Your bet proposal talks about the Metaculus question "resolving non-ambiguously". Since the question is about the duration of time between the "weak AGI" and "superintelligent AI", it is possible that it cannot be resolved "non-ambiguously" due to the definition of weak AGI being ambiguous even if SAI is invented. This might discourage people who believe in short SAI timelines from accepting the bet.
Your argument is very similar to creationist and other pseudoscientific/conspiracy theory-style arguments.
A creationist might argue that the existence of life, humanity, and other complex phenomena is "evidence" for intelligent design. If we allow this to count as "limited" evidence (or whatever term we choose to use), it is possible to follow through a Pascal's wager-style argument and posit that this "evidence", even if it has high uncertainty, is enough to merit an action.

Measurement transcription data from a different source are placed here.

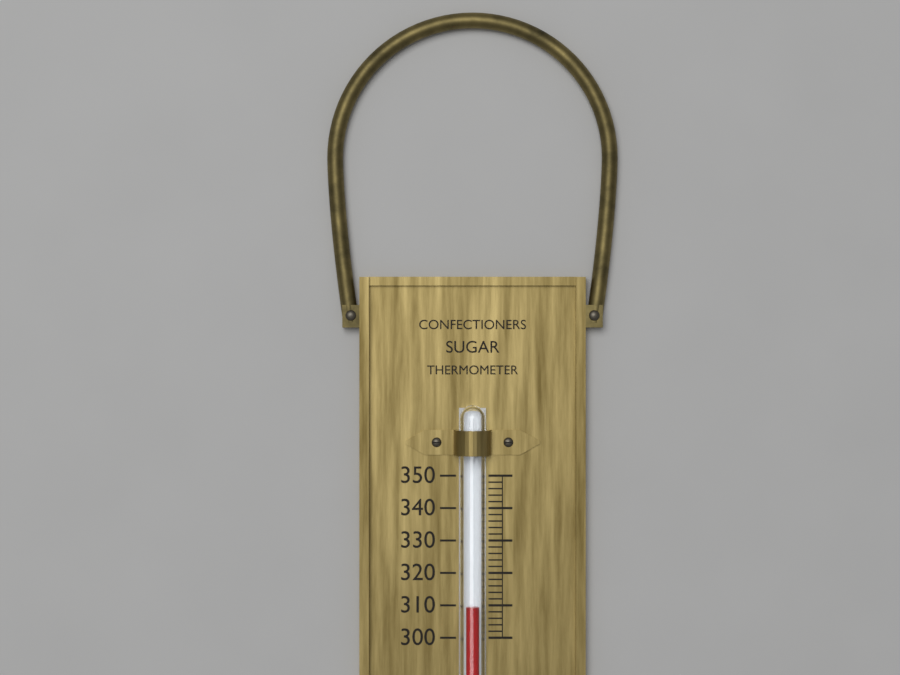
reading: 310 (no unit)
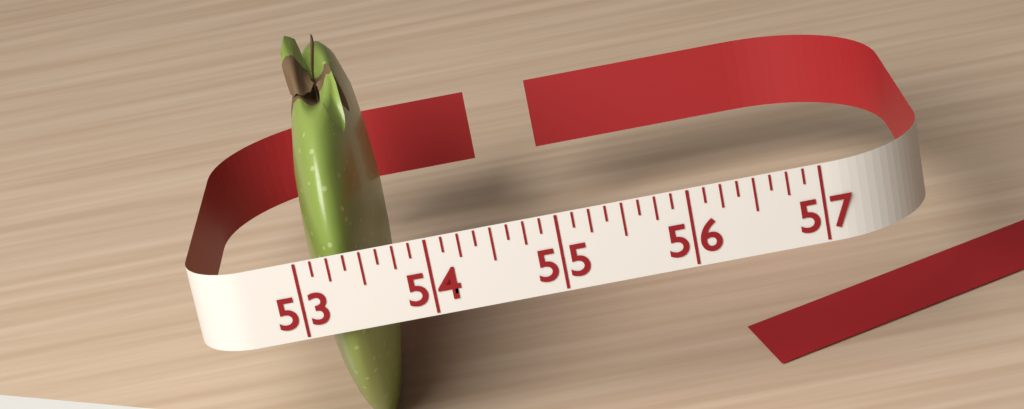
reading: 53.625 (no unit)
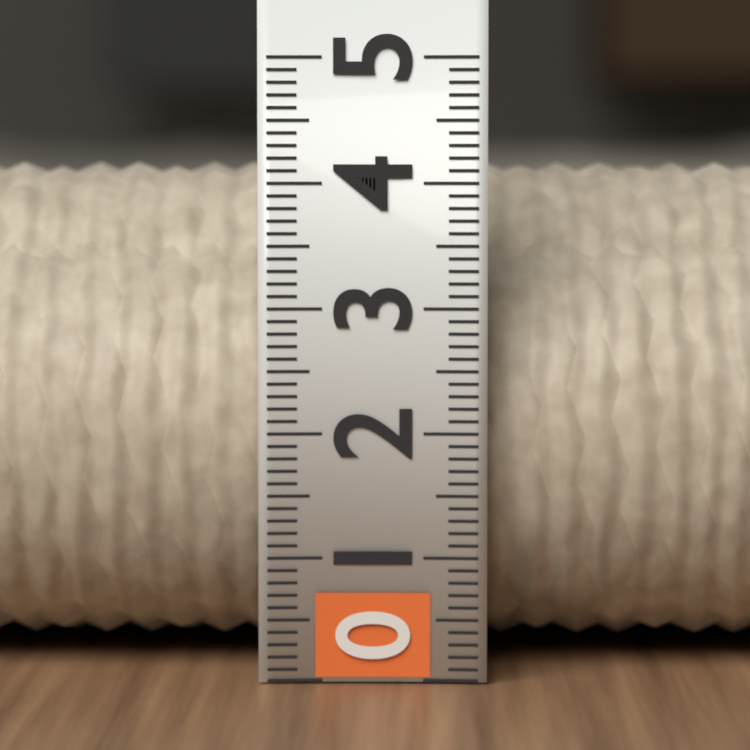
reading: 4.2 (no unit)
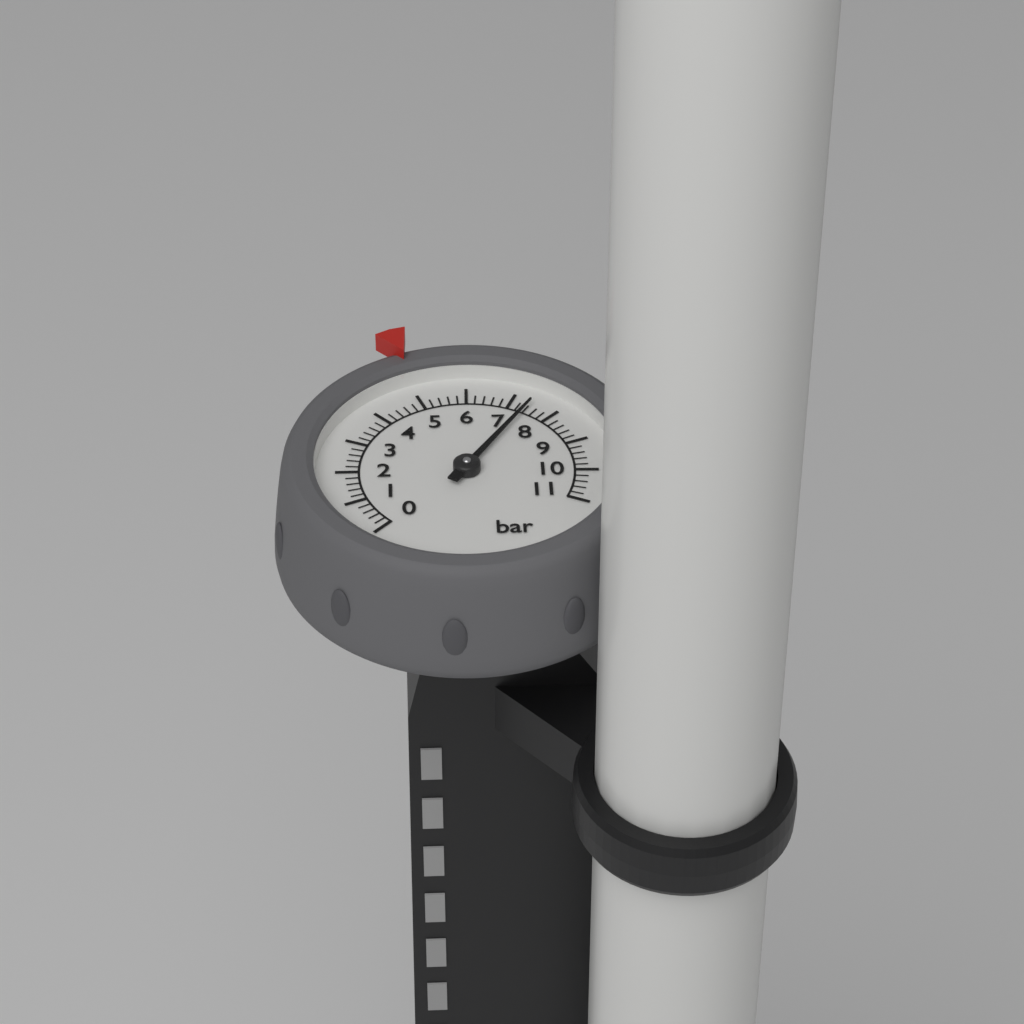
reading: 7.4 bar
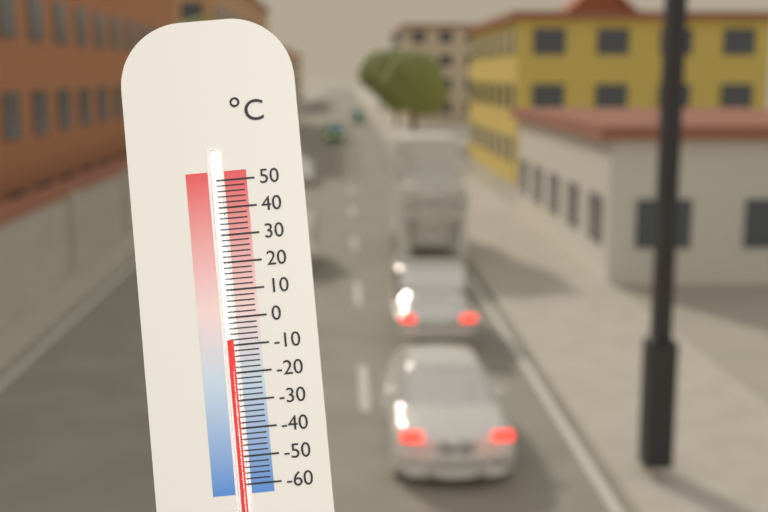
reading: -8 °C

It is always possible to come up with "evidence" for any claim. In evidence-based decision making, we must set a bar for evidence. Otherwise, the word "evidence" would lose it's meaning, and we'd be wasting our resources considering every piece of knowledge there exists as "evidence".
If the studies withstand scrutiny, then they are high-quality studies. Of course, it is possible that the study has multiple conclusions, and some of them are undermined by scrutiny and some are not, or that there are errors that do not undermine the conclusions. These studies can of course be used as evidence. I used "high-quality" as the opposite of "low-quality", and splitting hair about "moderate-quality" is uninteresting.
This is a good basis when, e.g., funding new research, as confirming and replicating recent studies is an important part of science. In this case, it doesn't matter that much if the study's conclusions end up being true or false, as confirming either way is valuable. Researching interesting things is good, and even bad studies are evidence that the topic is interesting. But they are not evidence that should be used for other kind of decision-making.
You are again splitting a hair about the meanings of words. The important thing is that they are advocating for making decisions without sufficient evidence, which is something I oppose. Their report is long and contains many AI risks, some of which (like deepfakes) have high-quality studies behind them, while others (like X-risks) do not. As a whole, the report "has some evidence" that there are risks associated with AI. So they talk about "limited evidence". What is important is that they imply this "limited evidence" is not sufficient for making decisions.
Splitting a hair. You can call your evidence limited evidence if you want. It won't get you a free pass that your argument should be considered. If it has too much uncertainty or doesn't withstand scrutiny, it shouldn't be taken in as evidence. Otherwise we end up in the creationist situation.